Re: Timing and timing out Unix commands
by Zaxo (Archbishop) on Nov 23, 2003 at 03:13 UTC

    It may be tidier to send SIGINT instead of SIGKILL in sub kill_it. SIGKILL is kind of a crowbar. The named signals are more readable and portable, too.

    After Compline,
    Zaxo

Re: Timing and timing out Unix commands
by revdiablo (Prior) on Nov 23, 2003 at 02:58 UTC

    Without delving too deep, this code looks to me like it will probably do as expected. The basic idea seems ok, and without actually testing it, it looks like things should work. Again, I haven't looked at it in depth, so there might be bugs lurking I didn't notice.
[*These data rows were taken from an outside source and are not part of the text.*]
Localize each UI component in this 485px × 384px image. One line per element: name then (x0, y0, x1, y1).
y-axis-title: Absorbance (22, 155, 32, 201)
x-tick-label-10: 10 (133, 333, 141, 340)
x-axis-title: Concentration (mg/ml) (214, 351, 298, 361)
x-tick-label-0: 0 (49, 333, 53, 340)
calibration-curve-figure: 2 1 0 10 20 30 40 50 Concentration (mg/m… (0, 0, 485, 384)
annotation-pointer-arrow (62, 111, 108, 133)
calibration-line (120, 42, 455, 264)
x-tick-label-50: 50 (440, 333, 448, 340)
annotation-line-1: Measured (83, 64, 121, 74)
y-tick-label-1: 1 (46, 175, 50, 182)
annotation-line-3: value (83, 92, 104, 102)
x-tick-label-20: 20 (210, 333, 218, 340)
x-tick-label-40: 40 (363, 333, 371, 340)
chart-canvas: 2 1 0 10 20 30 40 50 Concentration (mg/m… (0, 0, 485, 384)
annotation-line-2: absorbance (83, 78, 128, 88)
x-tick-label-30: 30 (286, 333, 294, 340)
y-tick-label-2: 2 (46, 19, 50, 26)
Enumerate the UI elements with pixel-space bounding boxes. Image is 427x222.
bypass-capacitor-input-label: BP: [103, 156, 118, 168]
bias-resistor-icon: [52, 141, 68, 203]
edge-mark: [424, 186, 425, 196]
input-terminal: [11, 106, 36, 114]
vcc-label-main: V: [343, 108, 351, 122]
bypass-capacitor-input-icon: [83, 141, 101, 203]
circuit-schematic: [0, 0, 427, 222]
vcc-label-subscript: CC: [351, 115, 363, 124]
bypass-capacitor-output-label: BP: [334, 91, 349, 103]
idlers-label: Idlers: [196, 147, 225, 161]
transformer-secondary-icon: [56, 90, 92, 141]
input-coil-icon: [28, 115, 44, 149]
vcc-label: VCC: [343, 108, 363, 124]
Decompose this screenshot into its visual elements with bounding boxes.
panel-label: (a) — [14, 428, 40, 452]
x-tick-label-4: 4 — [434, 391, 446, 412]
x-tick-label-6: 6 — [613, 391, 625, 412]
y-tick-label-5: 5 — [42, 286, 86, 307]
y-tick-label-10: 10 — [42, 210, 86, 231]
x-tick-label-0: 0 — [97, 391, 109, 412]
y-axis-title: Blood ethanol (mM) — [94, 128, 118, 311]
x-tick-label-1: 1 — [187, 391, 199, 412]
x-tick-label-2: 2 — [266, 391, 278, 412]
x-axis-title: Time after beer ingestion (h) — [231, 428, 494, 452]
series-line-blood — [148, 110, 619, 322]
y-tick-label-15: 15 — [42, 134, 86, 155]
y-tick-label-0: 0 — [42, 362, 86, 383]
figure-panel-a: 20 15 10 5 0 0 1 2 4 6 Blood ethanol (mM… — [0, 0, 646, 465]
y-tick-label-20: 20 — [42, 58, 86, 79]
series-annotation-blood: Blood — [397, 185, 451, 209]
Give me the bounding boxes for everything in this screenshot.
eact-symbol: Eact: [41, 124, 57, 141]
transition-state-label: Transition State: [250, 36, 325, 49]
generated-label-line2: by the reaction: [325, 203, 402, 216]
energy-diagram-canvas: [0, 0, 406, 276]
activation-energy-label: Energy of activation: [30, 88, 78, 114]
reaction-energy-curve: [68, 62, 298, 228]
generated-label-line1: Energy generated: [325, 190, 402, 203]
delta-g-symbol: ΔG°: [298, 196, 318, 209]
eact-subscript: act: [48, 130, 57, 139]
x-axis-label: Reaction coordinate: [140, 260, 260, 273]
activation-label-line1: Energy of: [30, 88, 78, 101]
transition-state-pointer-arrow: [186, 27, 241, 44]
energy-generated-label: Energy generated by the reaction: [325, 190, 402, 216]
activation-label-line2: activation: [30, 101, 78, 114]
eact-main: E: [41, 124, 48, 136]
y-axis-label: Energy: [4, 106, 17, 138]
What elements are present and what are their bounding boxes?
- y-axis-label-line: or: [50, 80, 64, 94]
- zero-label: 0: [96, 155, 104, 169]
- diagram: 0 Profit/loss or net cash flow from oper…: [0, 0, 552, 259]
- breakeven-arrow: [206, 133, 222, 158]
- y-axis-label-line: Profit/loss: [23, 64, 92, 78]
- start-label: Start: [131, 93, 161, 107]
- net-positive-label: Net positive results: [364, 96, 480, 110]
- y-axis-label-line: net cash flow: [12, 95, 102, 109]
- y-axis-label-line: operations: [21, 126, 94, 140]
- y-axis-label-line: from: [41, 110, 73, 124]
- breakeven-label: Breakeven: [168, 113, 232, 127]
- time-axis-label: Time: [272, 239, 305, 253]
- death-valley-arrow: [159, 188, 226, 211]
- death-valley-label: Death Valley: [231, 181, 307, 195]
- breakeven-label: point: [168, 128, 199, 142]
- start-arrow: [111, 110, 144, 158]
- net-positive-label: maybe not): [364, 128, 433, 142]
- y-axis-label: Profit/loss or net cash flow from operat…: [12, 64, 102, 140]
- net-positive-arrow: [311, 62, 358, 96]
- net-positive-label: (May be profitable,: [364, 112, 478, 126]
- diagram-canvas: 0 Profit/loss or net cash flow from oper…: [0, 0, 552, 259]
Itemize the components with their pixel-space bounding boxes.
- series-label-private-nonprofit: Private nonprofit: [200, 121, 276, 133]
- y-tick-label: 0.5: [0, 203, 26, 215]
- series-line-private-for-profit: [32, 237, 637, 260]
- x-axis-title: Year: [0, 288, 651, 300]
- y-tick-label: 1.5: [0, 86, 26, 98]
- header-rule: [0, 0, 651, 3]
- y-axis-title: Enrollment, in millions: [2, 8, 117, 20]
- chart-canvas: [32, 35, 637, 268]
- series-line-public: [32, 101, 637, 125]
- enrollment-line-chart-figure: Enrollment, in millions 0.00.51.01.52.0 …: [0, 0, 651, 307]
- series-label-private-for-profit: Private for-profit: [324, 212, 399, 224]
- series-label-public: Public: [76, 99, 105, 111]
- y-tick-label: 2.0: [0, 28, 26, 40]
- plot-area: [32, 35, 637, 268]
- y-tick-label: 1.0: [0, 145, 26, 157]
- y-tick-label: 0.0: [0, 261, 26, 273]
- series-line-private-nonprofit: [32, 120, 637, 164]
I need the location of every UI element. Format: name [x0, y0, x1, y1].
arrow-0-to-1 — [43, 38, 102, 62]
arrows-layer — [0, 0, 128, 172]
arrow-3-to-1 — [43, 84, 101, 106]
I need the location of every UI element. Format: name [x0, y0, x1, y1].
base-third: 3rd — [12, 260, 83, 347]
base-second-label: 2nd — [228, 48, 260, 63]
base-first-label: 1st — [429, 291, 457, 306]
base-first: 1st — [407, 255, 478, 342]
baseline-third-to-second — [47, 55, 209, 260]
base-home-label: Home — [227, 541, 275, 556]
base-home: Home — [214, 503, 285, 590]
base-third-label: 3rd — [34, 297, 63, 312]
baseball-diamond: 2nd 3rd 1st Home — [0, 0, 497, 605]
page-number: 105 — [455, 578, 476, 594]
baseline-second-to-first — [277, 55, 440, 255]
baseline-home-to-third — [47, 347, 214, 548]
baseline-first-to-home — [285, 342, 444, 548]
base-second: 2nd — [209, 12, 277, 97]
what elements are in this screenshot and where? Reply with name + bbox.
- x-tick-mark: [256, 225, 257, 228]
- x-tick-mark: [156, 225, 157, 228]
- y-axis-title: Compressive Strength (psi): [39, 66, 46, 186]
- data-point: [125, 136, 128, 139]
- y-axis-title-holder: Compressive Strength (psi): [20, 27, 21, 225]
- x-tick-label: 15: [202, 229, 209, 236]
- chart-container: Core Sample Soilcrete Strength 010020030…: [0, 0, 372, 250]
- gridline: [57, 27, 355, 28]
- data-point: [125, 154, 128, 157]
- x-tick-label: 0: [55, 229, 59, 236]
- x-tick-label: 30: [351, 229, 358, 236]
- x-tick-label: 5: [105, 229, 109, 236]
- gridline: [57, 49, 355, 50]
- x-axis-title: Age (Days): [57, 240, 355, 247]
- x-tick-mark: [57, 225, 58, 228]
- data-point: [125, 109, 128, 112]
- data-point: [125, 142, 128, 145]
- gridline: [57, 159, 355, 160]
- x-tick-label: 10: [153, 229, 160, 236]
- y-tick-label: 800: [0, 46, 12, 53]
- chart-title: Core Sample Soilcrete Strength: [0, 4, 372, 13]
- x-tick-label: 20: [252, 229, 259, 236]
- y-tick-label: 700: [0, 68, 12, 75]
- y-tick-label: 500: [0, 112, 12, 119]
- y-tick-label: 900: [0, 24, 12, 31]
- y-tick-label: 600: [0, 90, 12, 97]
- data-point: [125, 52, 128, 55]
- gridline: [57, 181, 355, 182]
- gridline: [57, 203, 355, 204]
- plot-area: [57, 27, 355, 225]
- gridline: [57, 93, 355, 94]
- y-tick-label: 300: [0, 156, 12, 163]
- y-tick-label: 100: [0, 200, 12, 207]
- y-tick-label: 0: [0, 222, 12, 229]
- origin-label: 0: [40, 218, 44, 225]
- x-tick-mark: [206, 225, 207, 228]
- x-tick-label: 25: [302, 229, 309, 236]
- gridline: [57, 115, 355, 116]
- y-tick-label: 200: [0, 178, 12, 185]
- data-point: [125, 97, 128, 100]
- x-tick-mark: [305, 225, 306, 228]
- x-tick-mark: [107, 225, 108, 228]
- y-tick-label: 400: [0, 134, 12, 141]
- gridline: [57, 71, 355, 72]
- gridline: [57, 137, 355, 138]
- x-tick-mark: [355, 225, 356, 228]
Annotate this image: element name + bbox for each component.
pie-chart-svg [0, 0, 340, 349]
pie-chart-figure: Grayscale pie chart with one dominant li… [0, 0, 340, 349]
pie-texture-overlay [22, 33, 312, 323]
    I would like to make a style suggestion, though: use some whitespace! Your code is very bunched up, not only horizontally, but also vertically. Unless you're trying to make it look intentionally dense and obfuish (is this even a word?), I would avoid writing code like this. It generally hurts readability. I think some carefully placed blank lines would do wonders in this case, and a few extra spaces between some operators would be nice as well [upon further inspection, there seems to be fairly good use of spacing. It's just the lack \n's that caught my attention].

    (Another very minor niggle is the use of $Pid as a global. It's pretty easy to trace where it comes from in this case, but it would be just as easy to pass this around to the various subs as necessary, and would probably help some poor schmuck trying to understand the code a few months from now.)